BELIZE CITY, Mon. Oct 19, 2015–Yesterday evening, Lord Michael Ashcroft was supposed to attend the launch of Call Me Dave, an unauthorized biography of the British Prime Minister David Cameron that he co-authored with the award-winning political journalist Isabel Oakeshott, but when he failed to show up at Millbank Tower, in Westminster, London, the news of his ill-health began to surface.
Reports are that the 69-year-old Ashcroft had been in intensive care for 18 days, in an undisclosed hospital in the United States, after he had suffered septic shock, as well as liver and renal failure, but is now said to be out of danger.
Lord Ashcroft was hospitalized on September 22, one day after “Call Me Dave” began to be serialized by British newspaper The Daily Mail.
The day Lord Ashcroft fell ill, he had just flown from Croatia to Turkey, where he had spent time visiting war graves and battlefields to mark the centenary of the Gallipoli campaign that occurred during World War 1.
Channel 5 News, an Ashcroft-owned company, reported tonight, Monday, that doctors were called after Lord Ashcroft suffered severe stomach pain and vomiting. After he was treated with antibiotics, the next day, September 23, he flew to the Turks and Caicos Islands, but his condition worsened and he was admitted to the National Hospital Providenciales.
Lord Ashcroft, however, only stayed an overnight at Providenciales; the following day he flew to Ohio, USA.
It was in the US that he was diagnosed with septic shock, liver failure, renal failure and internal bleeding from an intestinal lesion near his stomach. Channel 5 News reported that he suffered acute fluctuation in blood pressure that is now being treated with medication. Lord Ashcroft is diabetic, and his close family members feared for his life, said Channel 5
Channel 5 News also reported that Lord Ashcroft had to cancel an appearance on the station’s morning show Open Your Eyes. They reported that perhaps he would have talked about the BTL settlement with government
Lord Ashcroft, Channel 5 News said, is out of danger and is looking forward to visiting Belize for some relaxing time at Spooner’s Café, where he enjoys chatting with Belizeans.
Call Me Dave is reported to contain some embarrassing anecdotes about British Prime Minister David Cameron during his university days.
In the book, Lord Ashcroft had written that Cameron smoked marijuana while he was a university student.
Another claim made by Lord Ashcroft is that Cameron inserted a private part of his anatomy into the mouth of a dead pig.
Since he was unable to attend the launch of the book, Lord Ashcroft sent a message to the gathering, saying, “As you will have just seen, I have been a little pre-occupied for the past four weeks. I haven’t, of course, set foot in the UK since my illness, but I am reliably informed that my book has caused a little bit of a stir.”
Lord Ashcroft also thanked his publisher and co-author for defending the book during the controversy surrounding its publication.
He wrote: “My poor health over the past month has meant that my co-author, Isabel Oakeshott, and my publisher, Iain Dale, have – with support from my private office – been left to defend the book on their own.
“Although they have done a sterling job without me, I am well aware that I should have been standing shoulder-to-shoulder at their side but – as my health deteriorated – that was, of course, impossible.
“I have fought many political and business battles over the past half century, but this is the first one – and, I trust, the last – in which I haven’t led from the front.”
Lord Ashcroft is a British-born billionaire who has extensive business investments in Belize, and is a naturalized Belizean who once served as Belize’s Ambassador to the United Nations. His business enterprise in Belize includes Belize Bank, Belize Bank Holdings, Channel 5 and its parent company Great Belize Productions.
In addition, Lord Ashcroft has been a financial contributor to both the People’s United Party and the United Democratic Party.
The Prime Minister of Belize recently negotiated and settled the Belize Telemedia Limited (BTL) nationalization with Lord Ashcroft during private negotiations in Miami, where he agreed to pay compensation for government’s seizure of the telecommunications company, bringing an end to about 90 percent of the litigation between the government of Belize and the so-called Ashcroft alliance that has been going on for years.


Exercise requirements: Omitting every picture, output the records below exactly, please.

Data to process:
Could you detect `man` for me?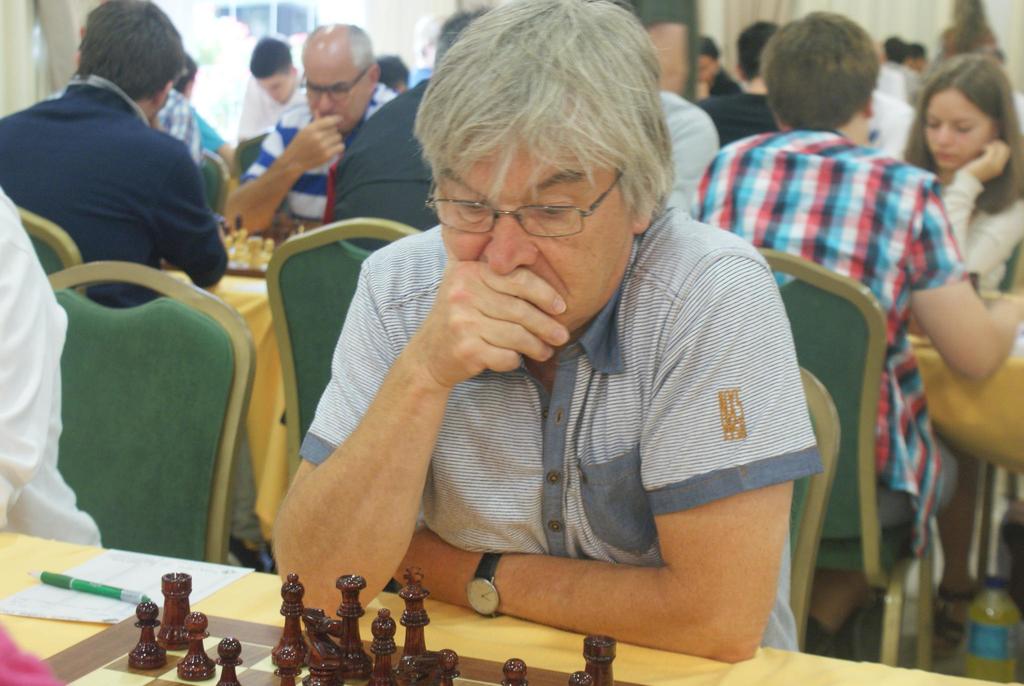
Detection result: 179/51/230/158.
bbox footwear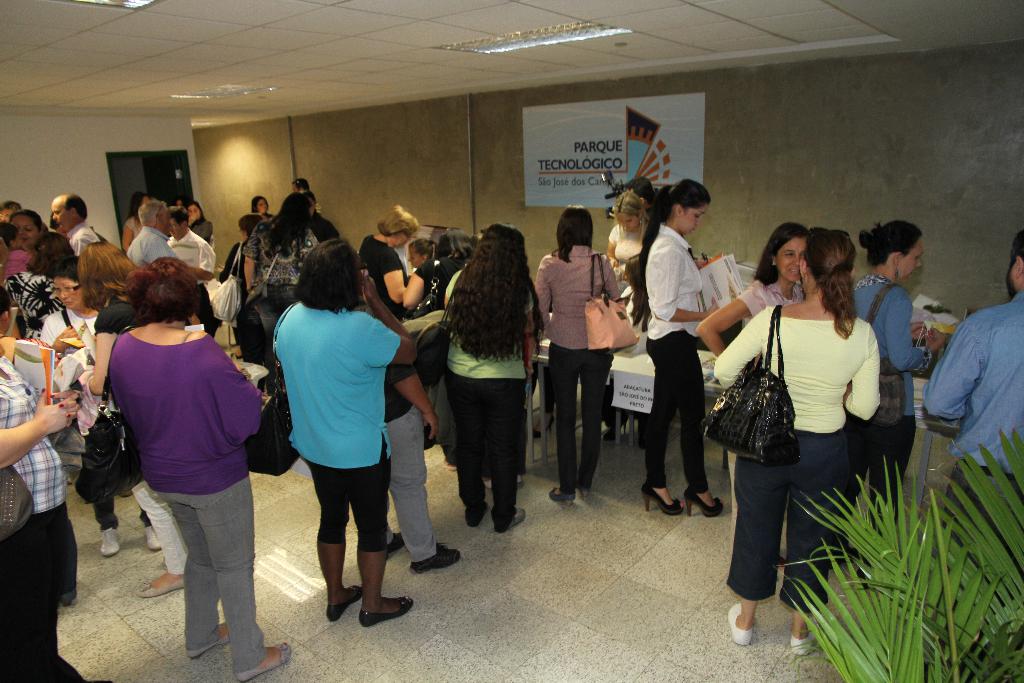
<region>828, 545, 858, 569</region>
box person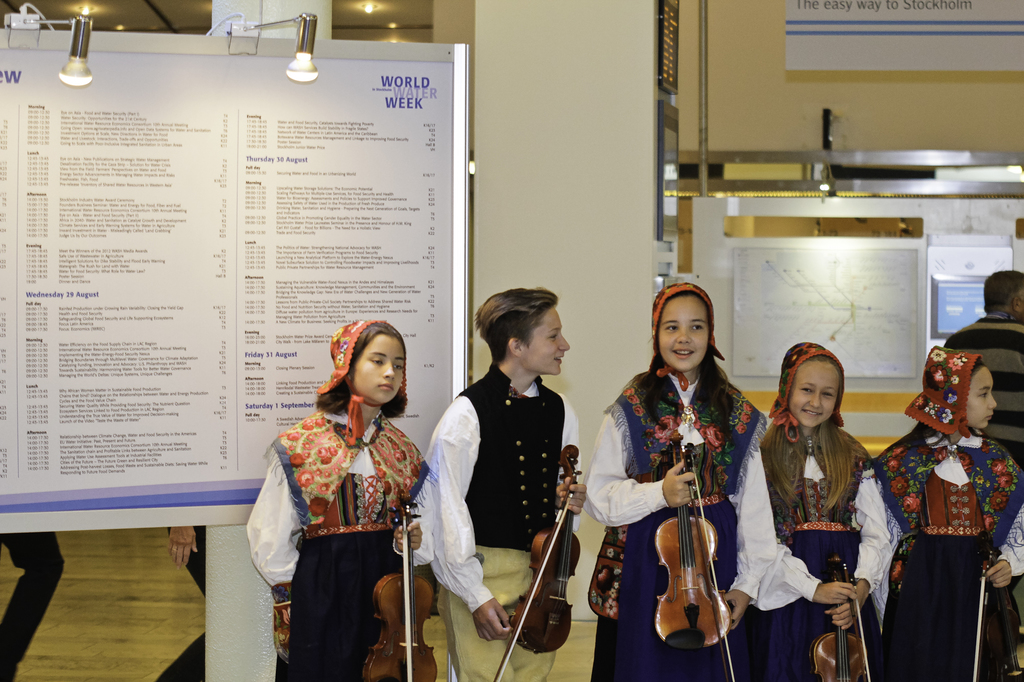
(x1=242, y1=317, x2=437, y2=681)
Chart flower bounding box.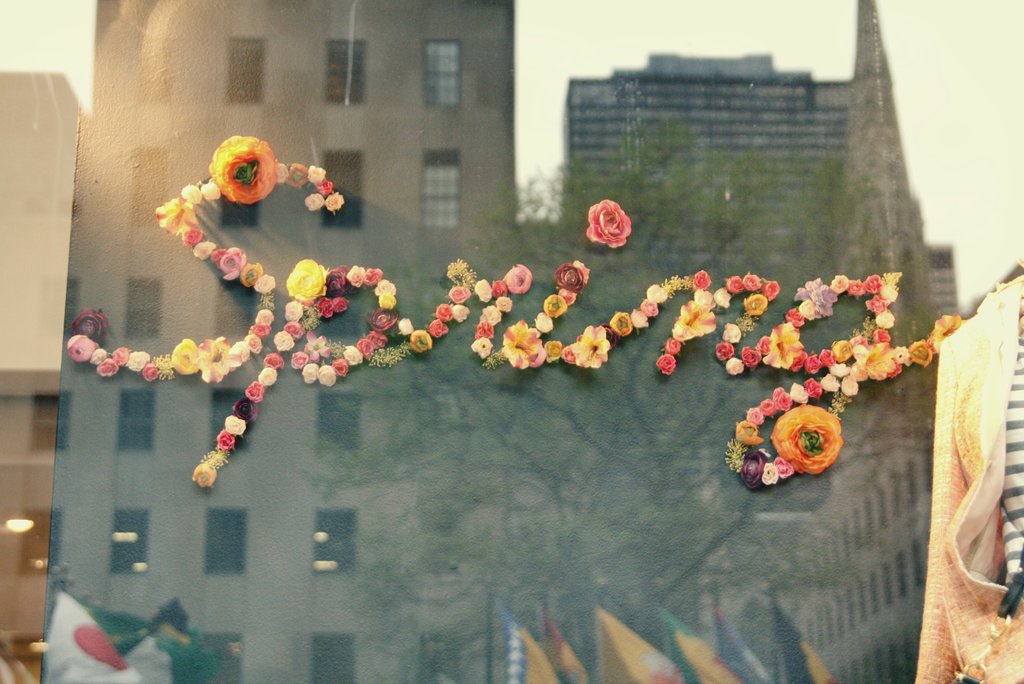
Charted: select_region(654, 354, 674, 374).
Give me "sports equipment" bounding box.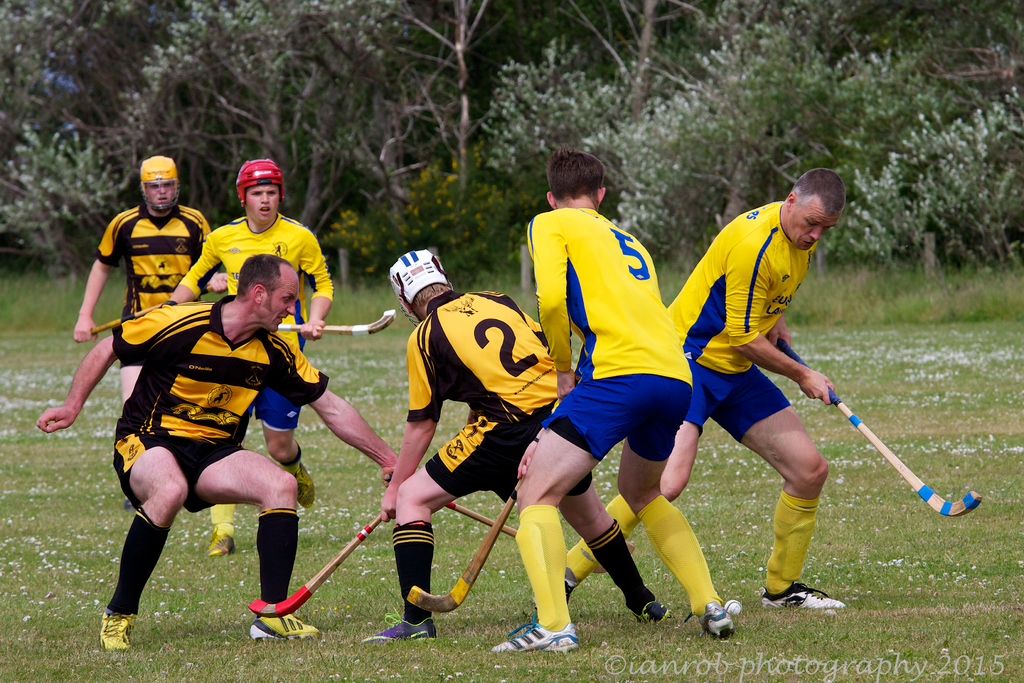
box=[388, 247, 452, 325].
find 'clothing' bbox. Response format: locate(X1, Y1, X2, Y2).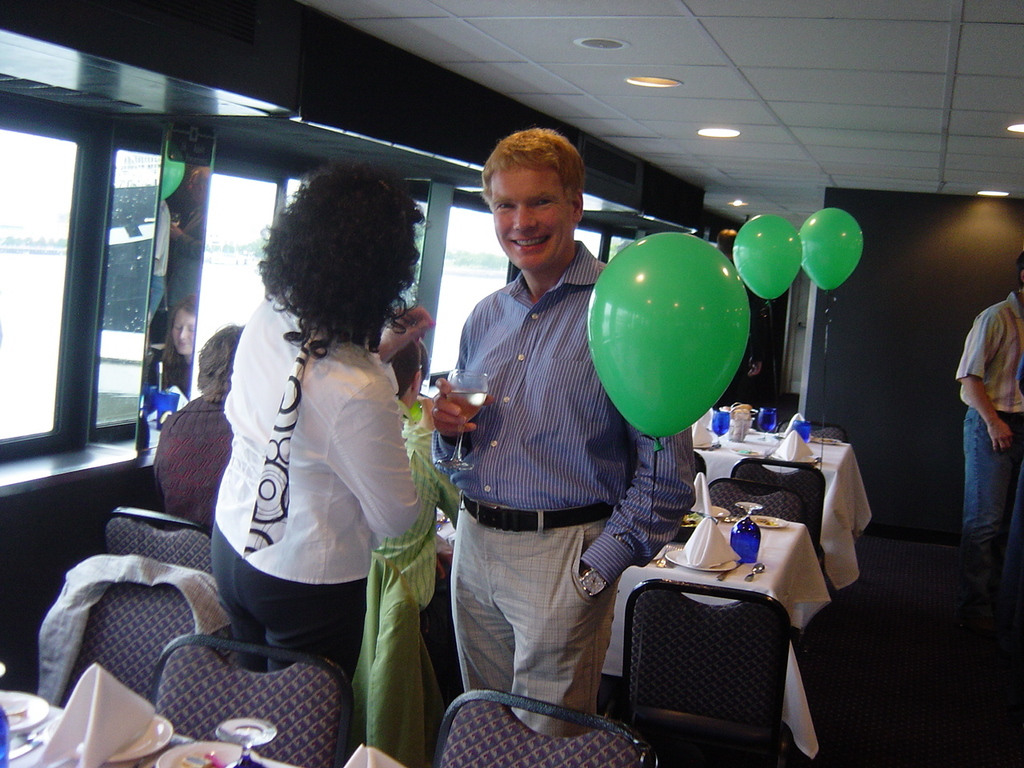
locate(469, 514, 633, 730).
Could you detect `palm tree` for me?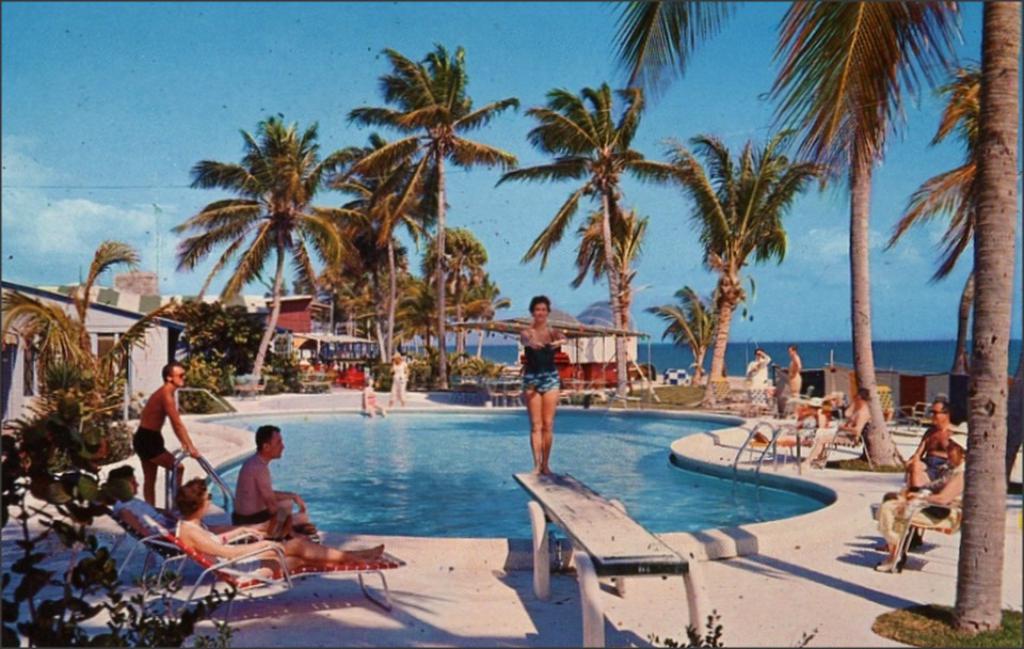
Detection result: box=[387, 209, 486, 396].
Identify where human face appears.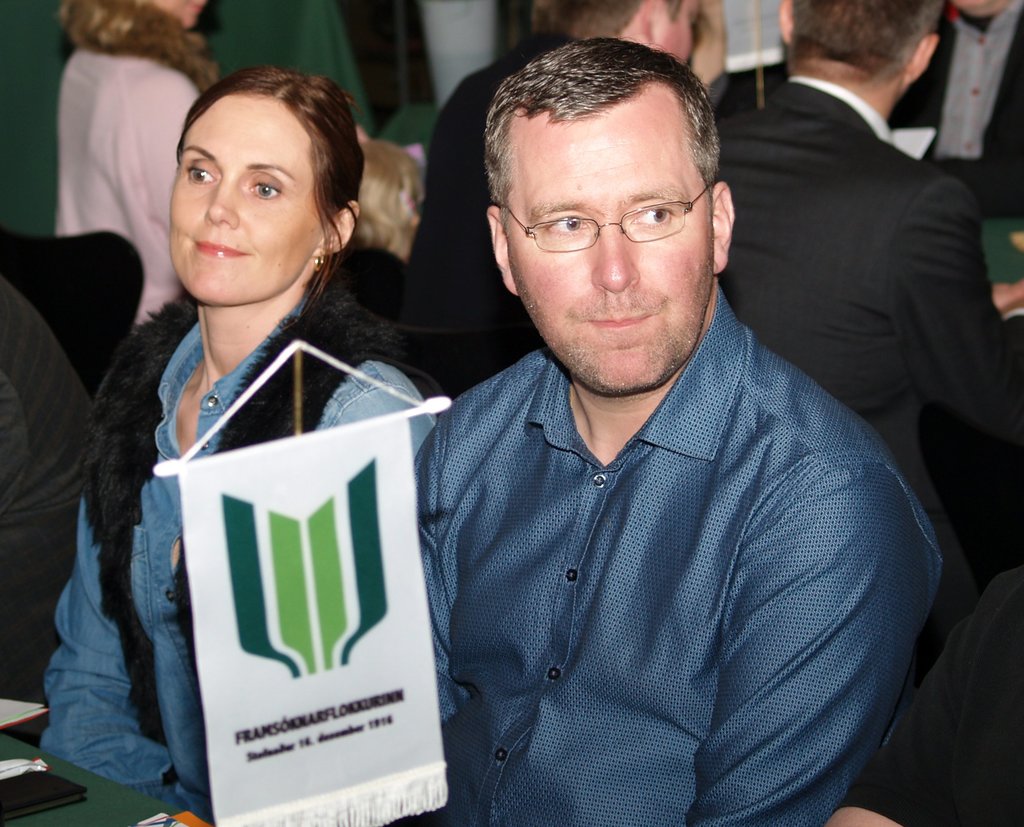
Appears at {"left": 168, "top": 94, "right": 325, "bottom": 310}.
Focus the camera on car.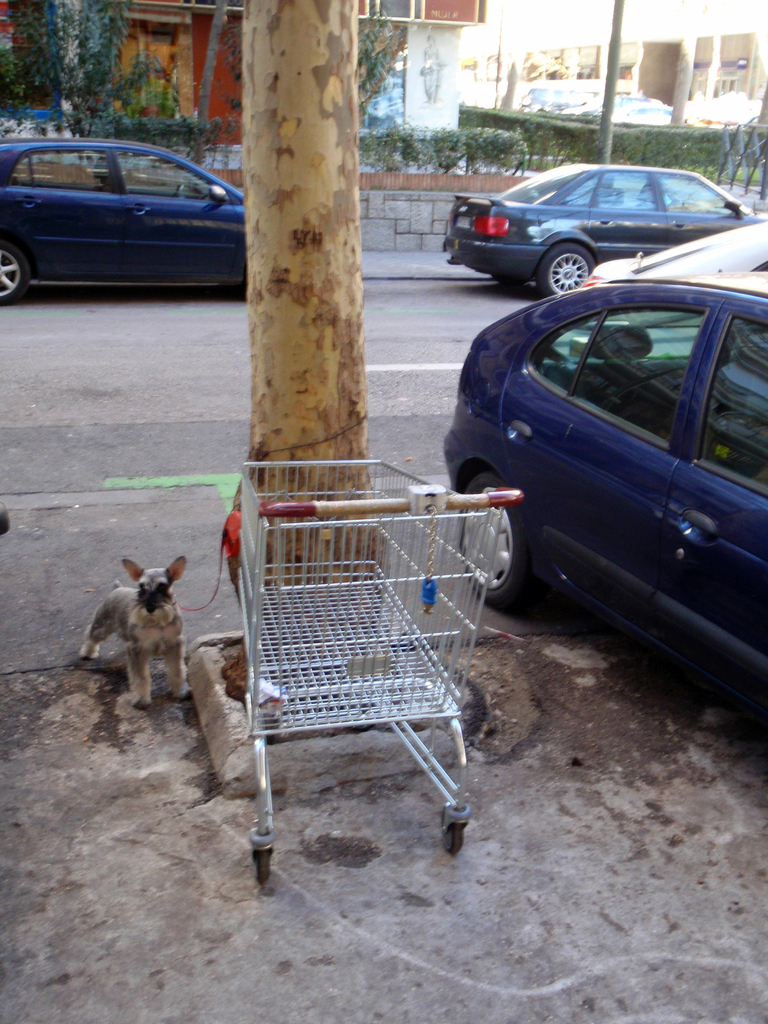
Focus region: left=0, top=134, right=252, bottom=304.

Solution for this task:
Could you detect `man` for me?
Detection result: 179/51/230/158.
bbox footwear
<region>828, 545, 858, 569</region>
box person
(x1=242, y1=317, x2=437, y2=681)
Chart flower bounding box.
Charted: select_region(654, 354, 674, 374).
Give me "sports equipment" bounding box.
box=[388, 247, 452, 325].
find 'clothing' bbox. Response format: locate(X1, Y1, X2, Y2).
locate(469, 514, 633, 730).
Could you detect `palm tree` for me?
Detection result: box=[387, 209, 486, 396].
Identify where human face appears.
Appears at {"left": 168, "top": 94, "right": 325, "bottom": 310}.
Focus the camera on car.
Focus region: left=0, top=134, right=252, bottom=304.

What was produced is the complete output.